Graph from “Predicting Police Misconduct.” Greg Stoddard, Dylan J. Fitzpatrick, and Jens Ludwig. NBER Working Paper No. 32432. May 2024. JEL No. C0,K0

What both the cost-effectiveness calculations and the dataset-size information tell us is that smaller departments — less than 500 officers — are almost certainly better served by implementing an EIS based upon rank-by-complaint rather than trying to build their own machine-learning model; the cost of developing the model is too high, and the accuracy will be too low. Of course, at the end of the day, the money isn’t the measure of the value of early intervention; the real value is in saving lives. Interestingly, police departments with less than 500 officers account for 63% of all police killings, so early-intervention solutions that only address large departments would not have an impact on nearly two-thirds of those killings.

A bar chart titled "Police Department Size and Number of Killings" compares the percentage of total killings to the percentage of total officers across various department sizes.
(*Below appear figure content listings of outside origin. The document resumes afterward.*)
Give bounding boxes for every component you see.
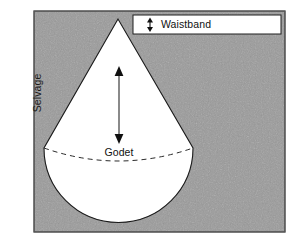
- diagram-canvas: [0, 0, 297, 242]
- selvage-label: Selvage: [30, 56, 44, 130]
- waistband-label: Waistband: [161, 18, 211, 30]
- godet-label: Godet: [78, 146, 160, 158]
- godet-diagram-figure: Selvage Godet Waistband: [0, 0, 297, 242]
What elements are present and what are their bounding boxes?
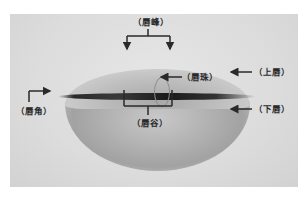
label-lip-peak: （唇峰） [133, 18, 169, 27]
label-lip-bead: （唇珠） [182, 73, 218, 82]
annotation-arrows [0, 0, 306, 197]
lip-valley-bracket [124, 90, 172, 115]
lip-peak-bracket [127, 29, 170, 49]
label-lower-lip: （下唇） [254, 105, 290, 114]
label-lip-corner: （唇角） [16, 107, 52, 116]
label-upper-lip: （上唇） [254, 68, 290, 77]
lip-corner-arrow [29, 91, 50, 102]
label-lip-valley: （唇谷） [132, 119, 168, 128]
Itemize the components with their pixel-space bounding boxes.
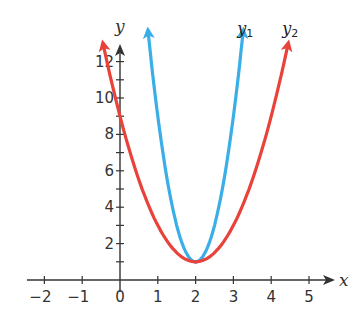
curve-label-y2: y2 (281, 19, 298, 40)
curve-y1-left (148, 31, 196, 262)
x-tick-label: −1 (67, 288, 89, 306)
y-tick-label: 10 (95, 89, 114, 107)
y-axis: 24681012 (95, 46, 124, 292)
y-tick-label: 8 (104, 125, 114, 143)
y-tick-label: 4 (104, 198, 114, 216)
x-tick-label: 4 (266, 288, 276, 306)
curve-label-y1: y1 (236, 19, 253, 40)
y-tick-label: 2 (104, 235, 114, 253)
x-axis-label: x (339, 270, 349, 290)
x-tick-label: 2 (191, 288, 201, 306)
y-tick-label: 6 (104, 162, 114, 180)
curve-y2-right (196, 43, 289, 261)
y-axis-label: y (114, 16, 125, 36)
x-axis: −2−1012345 (27, 276, 333, 306)
curve-y1-right (196, 31, 244, 262)
x-tick-label: 1 (153, 288, 163, 306)
x-tick-label: 3 (229, 288, 239, 306)
parabola-chart: −2−1012345 24681012 y1y2 x y (0, 0, 362, 322)
curve-labels: y1y2 (236, 19, 298, 40)
x-tick-label: −2 (29, 288, 51, 306)
curves (103, 31, 288, 262)
x-tick-label: 5 (304, 288, 314, 306)
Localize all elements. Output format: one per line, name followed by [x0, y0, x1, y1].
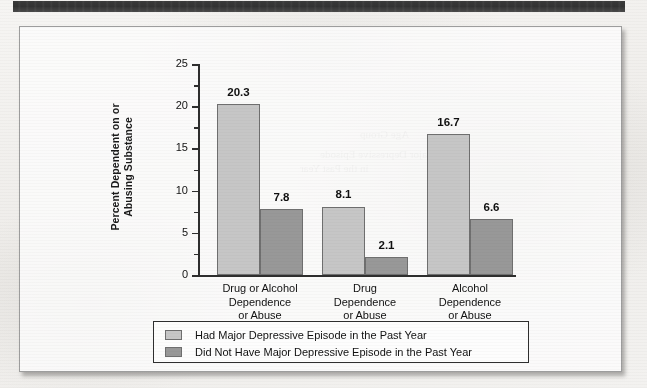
y-tick-minor-7_5 — [194, 212, 199, 214]
y-tick-label-10: 10 — [144, 184, 188, 196]
bar-g1-no-mde[interactable] — [260, 209, 303, 275]
y-tick-label-20: 20 — [144, 99, 188, 111]
x-category-label-2: Drug Dependence or Abuse — [305, 282, 425, 323]
y-tick-minor-12_5 — [194, 170, 199, 172]
legend-label-had-mde: Had Major Depressive Episode in the Past… — [195, 329, 427, 341]
x-category-label-3: Alcohol Dependence or Abuse — [410, 282, 530, 323]
legend-swatch-icon-no-mde — [165, 347, 182, 357]
x-category-label-1-line2: Dependence — [200, 296, 320, 310]
bar-value-g2-no-mde: 2.1 — [360, 239, 413, 251]
legend-item-had-mde[interactable]: Had Major Depressive Episode in the Past… — [154, 326, 528, 343]
y-tick-25 — [192, 64, 199, 66]
bar-g1-had-mde[interactable] — [217, 104, 260, 275]
bar-g2-no-mde[interactable] — [365, 257, 408, 275]
legend-swatch-icon-had-mde — [165, 330, 182, 340]
legend-label-no-mde: Did Not Have Major Depressive Episode in… — [195, 346, 472, 358]
bar-value-g3-had-mde: 16.7 — [422, 116, 475, 128]
y-tick-minor-17_5 — [194, 127, 199, 129]
y-tick-10 — [192, 191, 199, 193]
x-category-label-3-line2: Dependence — [410, 296, 530, 310]
y-tick-0 — [192, 275, 199, 277]
y-tick-15 — [192, 148, 199, 150]
bar-g3-had-mde[interactable] — [427, 134, 470, 275]
chart-legend: Had Major Depressive Episode in the Past… — [153, 321, 529, 363]
y-tick-label-5: 5 — [144, 226, 188, 238]
y-tick-label-0: 0 — [144, 268, 188, 280]
y-tick-5 — [192, 233, 199, 235]
y-axis-title-line2: Abusing Substance — [122, 103, 135, 230]
bar-g3-no-mde[interactable] — [470, 219, 513, 275]
bar-value-g3-no-mde: 6.6 — [465, 201, 518, 213]
x-category-label-1: Drug or Alcohol Dependence or Abuse — [200, 282, 320, 323]
x-category-label-2-line1: Drug — [305, 282, 425, 296]
chart-plot-area: Percent Dependent on or Abusing Substanc… — [20, 27, 623, 373]
y-axis-title: Percent Dependent on or Abusing Substanc… — [104, 67, 140, 267]
y-tick-minor-22_5 — [194, 85, 199, 87]
y-tick-minor-2_5 — [194, 254, 199, 256]
y-tick-20 — [192, 106, 199, 108]
x-category-label-2-line2: Dependence — [305, 296, 425, 310]
legend-item-no-mde[interactable]: Did Not Have Major Depressive Episode in… — [154, 343, 528, 360]
y-tick-label-15: 15 — [144, 141, 188, 153]
y-axis-title-line1: Percent Dependent on or — [109, 103, 122, 230]
bar-value-g2-had-mde: 8.1 — [317, 188, 370, 200]
page-header-strip — [13, 1, 625, 12]
x-axis-line — [198, 275, 516, 277]
x-category-label-1-line1: Drug or Alcohol — [200, 282, 320, 296]
y-tick-label-25: 25 — [144, 57, 188, 69]
chart-card: Percent Dependent on or Abusing Substanc… — [19, 26, 622, 372]
bar-g2-had-mde[interactable] — [322, 207, 365, 275]
x-category-label-3-line1: Alcohol — [410, 282, 530, 296]
bar-value-g1-had-mde: 20.3 — [212, 86, 265, 98]
bar-value-g1-no-mde: 7.8 — [255, 191, 308, 203]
For departments with 1-49 officers, 21% killings and 24% officers. For 50-99: 12% killings, 11% officers. For 100-199: 14% killings, 12% officers. For 200-499: 16% killings, 13% officers. For 500-999: 12% killings, 10% officers. For 1000+: 26% killings, 31% officers.
58 United States Department of Justice. Office of Justice Programs. Bureau of Justice Statistics. Law Enforcement Agency Roster (LEAR), 2016. Inter-university Consortium for Political and Social Research [distributor], 2017-04-05.

So where does that leave us? Early intervention systems seem to provide some value, in that they prevent a small amount of police misconduct while essentially paying for themselves in reduced costs. But they are still not very accurate, flagging only a fraction of the officers who will commit misconduct in the future. This is not because the technology is bad, but because the portion of all officer misconduct that is actually predictable is concentrated in a small number of officers.


Read the full “Predicting Police Misconduct” report on the National Bureau of Economic Research’s website.


Kevin Schofield is a freelance writer and publishes Seattle Paper Trail. Previously he worked for Microsoft, published Seattle City Council Insight, co-hosted the “Seattle News, Views and Brews” podcast, and raised two daughters as a single dad. He serves on the Board of Directors of Woodland Park Zoo, where he also volunteers.